Chapter Ten

I do the most sensible thing anyone could do when stone creatures that are gigantic with disturbing six-packs start screaming, roaring and running—I run in the opposite direction.

My feet take off across the forest floor, and it’s all a blur as I run like I don’t hear Reed shout my name or the roaring of the creatures.

I hear Reed’s wolf’s growl following me, the sweet smell of seawater in the air, but I don’t dare look back.

After a while, I don’t hear anything as I continue running straight through the forest, passing tree after tree.

My heart pounds so fast it might be covering up any sounds, though.

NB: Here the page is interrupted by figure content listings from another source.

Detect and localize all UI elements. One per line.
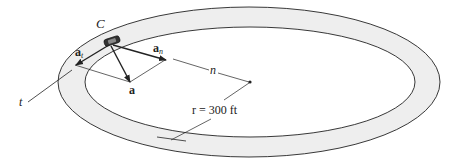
tangential-accel-label: at bbox=[75, 46, 83, 60]
diagram-drawing bbox=[0, 0, 453, 165]
normal-accel-label: an bbox=[153, 42, 163, 56]
radius-label: r = 300 ft bbox=[192, 104, 237, 116]
tangential-accel-subscript: t bbox=[81, 51, 83, 60]
car-label: C bbox=[96, 17, 105, 30]
track-diagram: C at an a t n r = 300 ft bbox=[0, 0, 453, 165]
normal-axis-label: n bbox=[210, 64, 216, 76]
normal-accel-subscript: n bbox=[159, 47, 163, 56]
total-accel-label: a bbox=[129, 84, 135, 96]
tangent-axis-label: t bbox=[19, 96, 22, 108]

Instantaneously, my legs fly off the ground, and they don’t come back down.

Something has grabbed onto my back, yanking me up into the air with it, and I scream to the sky.

I look down to see the river flooding across the forest floor, a wave coming out of the river that is washing everything away and dragging the creatures into the river.

Reed’s water magic. I can’t see Reed as I’m dragged higher and higher into the sky until we break out of the treeline.

I expect the creature to be horrid as I look up, but instead I find the creature who pointed at me.

His grip is tight on my waist, and my arms are crushed against his cold chest. The wind blows his cloak hood down, and I get my first look at the creature I thought was a monster.

His skin is grey like stone, but his eyes are black with glimmers of silver—almost like stars.

Fangs peek out of his plush lips, and he’s weirdly good-looking.

Long black hair falls over his forehead and ears, the tips are grey, and his eyes lock onto mine.

There is a tattoo or marking on his neck, something I can’t quite see. I’m speechless as he continues to stare at me, and I wait for my death. He is going to kill me. I swear he smirks before he grabs my arm, and he bites down hard.

I’m screaming, kicking, and wriggling in his arms as he flies swiftly across the sky with me, biting down deeper and pulling at my blood as he groans.

I fight him, but he’s actually like stone in strength, and my efforts do nothing to make him let me go.

Nothing I do undoes his grip, and he continues to bite, continues to drain blood from my arm until he suddenly stops.

I flinch as my arm falls to my side, and I feel weak.

The stars in his eyes glow as he watches me.

His voice is dark, deep and so strange. He leans into me, breathing in deep.

“You’re mine, my stone, and I will never let you go from this moment until we are done with this world.

” He is growling his words into my ear, and yet I can barely hold my head up.

I shiver in his tight grip as he keeps flying with his heavy wings.

I want to scream, tell him I’m not his and that he can drop me to my death, but I just can’t. I feel like I’m in a trance.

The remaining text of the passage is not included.